Findings: Using the river parable, findings revealed two major overarching themes in PAR/CBPR: 1) downstream approaches that reinforce hierarchies of dominance, oppression, and epistemicide; and 2) upstream approaches that promote embodiment of sentipensante praxis that disrupts epistemicide through the enactment of counterspaces and counternarratives of refusal, resistance, and self-determination. Key downstream practices that maintained colonial knowledge production processes to maximize capitalism and perpetuate normative whiteness, othering, and disembodiment included production, extraction, gatekeeping, manipulation, limited transparency, and racism. Conversely, upstream practices that sought to dismantle epistemicide included humanizing and redefining relationships, engaging in brave dialogical and vulnerable conversations, and embodiment of reflective, ethical, and accountable collaborations.

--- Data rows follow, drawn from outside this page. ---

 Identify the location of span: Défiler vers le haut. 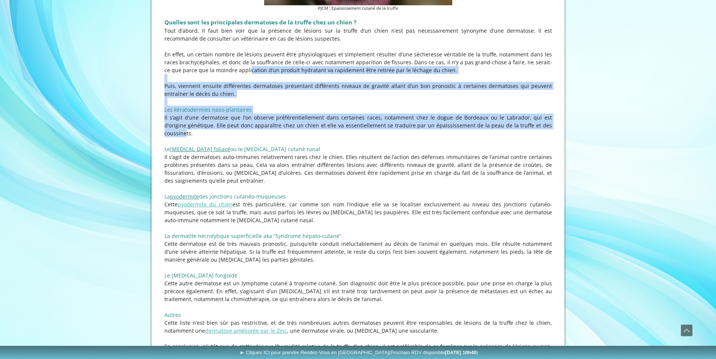
(686, 331). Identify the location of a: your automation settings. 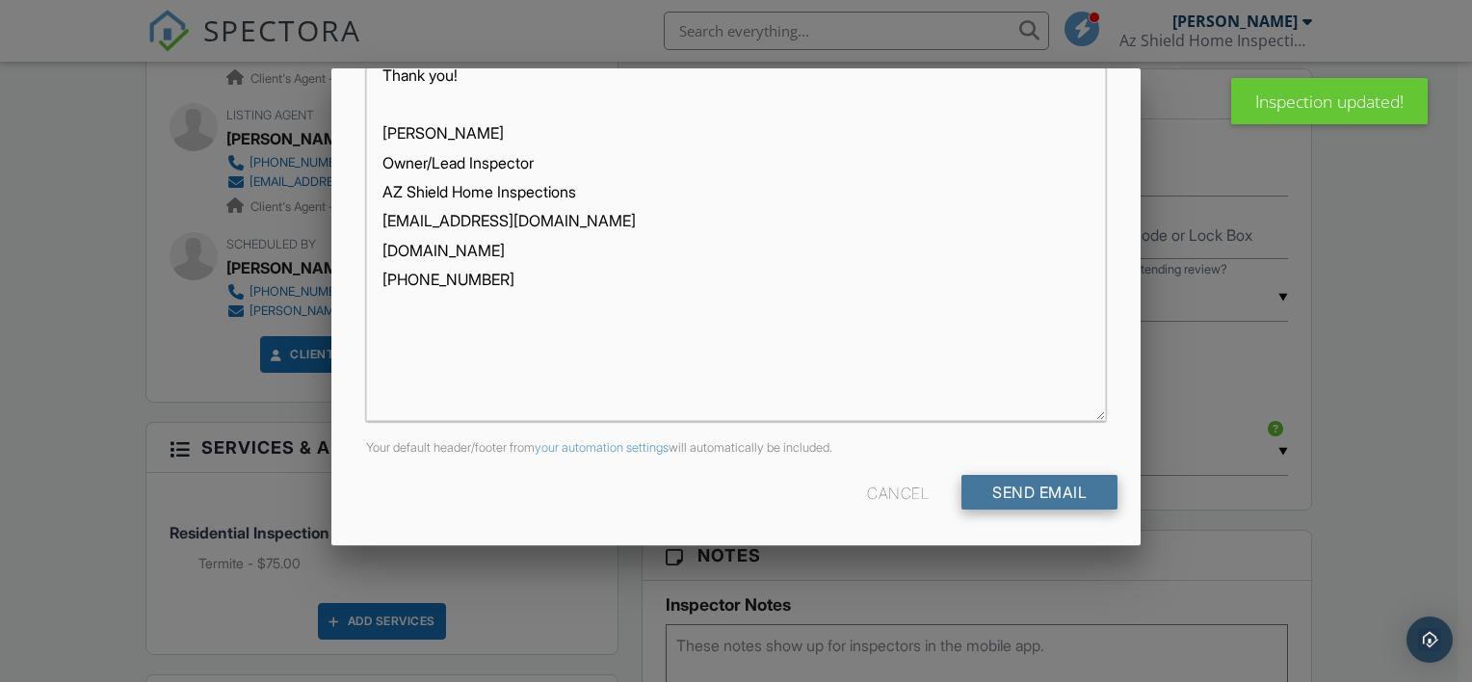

Conclusion and Implications: Findings illustrate multiple positioned actors’ diverging and converging understandings of PAR/CBPR and the ways it can potentially support or hinder the pursuit of equity and justice. In addition to confirming existing literature suggesting researchers to engage in critical reflection and action to increase awareness of social locations of power, findings suggest the integration heart-centered ethical relational commitments among all implicated actors to shift the gaze, unearth, and challenge uncontested discourses and contradictions in PAR/CBPR to achieve individual and structural transformation.